In my judgment, those folks lost a whole lot more than that. We all did.
But then I was a McCain-supporting doomcaster, or should I say a realist, since I was correct in my judgments twice!!!!
You say Since we see a wishcasting effect, we cannot reliably estimate any doomcasting effect from the above table.
Of course, the opposite is equally true. What we can conclude, however, is that doomcasters are prescient if not highly intelligent, and hence we should give doomcasters all our money since they will know the wisest way to spend it.
I think the trouble is that Dr Briggs knows so much about complicated probability and statistics that he is unable on this occasion to see the obvious.
His responses to those who have questioned the conclusions have all ignored the basic problem.

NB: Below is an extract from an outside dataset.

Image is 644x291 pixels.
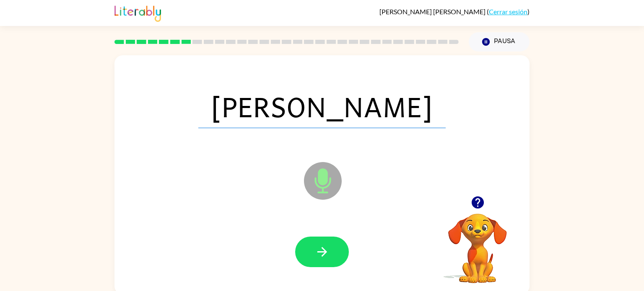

Namely that if you have a sample which splits heavily in preference towards one candidate then using his method the supporters of the less favoured candidate will always appear to have a much higher rate of wishcasting. Therefore the method is fundamentally flawed and no amount of further analysis can save it.
Ah, but I did save it, Patrick. And with vorpal good humor, as is the Statisticians’ Way.
Patrick H,
You can’t be surprised that if you invert the figures you invert the result! That’s obvious. The whole purpose of collecting data is that it is real data and not imaginary. Maybe somewhere in an identical universe there’s another Mr. Briggs, heaven help them, that did a study and counted the inverse numbers, but that’s hypothetical isn’t it?
The following quote,
“Since overall 79% thought McCain would win, if no wishcasting took place, we would expect that 79% of those who wanted McCain to win to say he would. But 89% did. That 10-percentage point difference is the amount of wishcasting that took place among McCain supporters.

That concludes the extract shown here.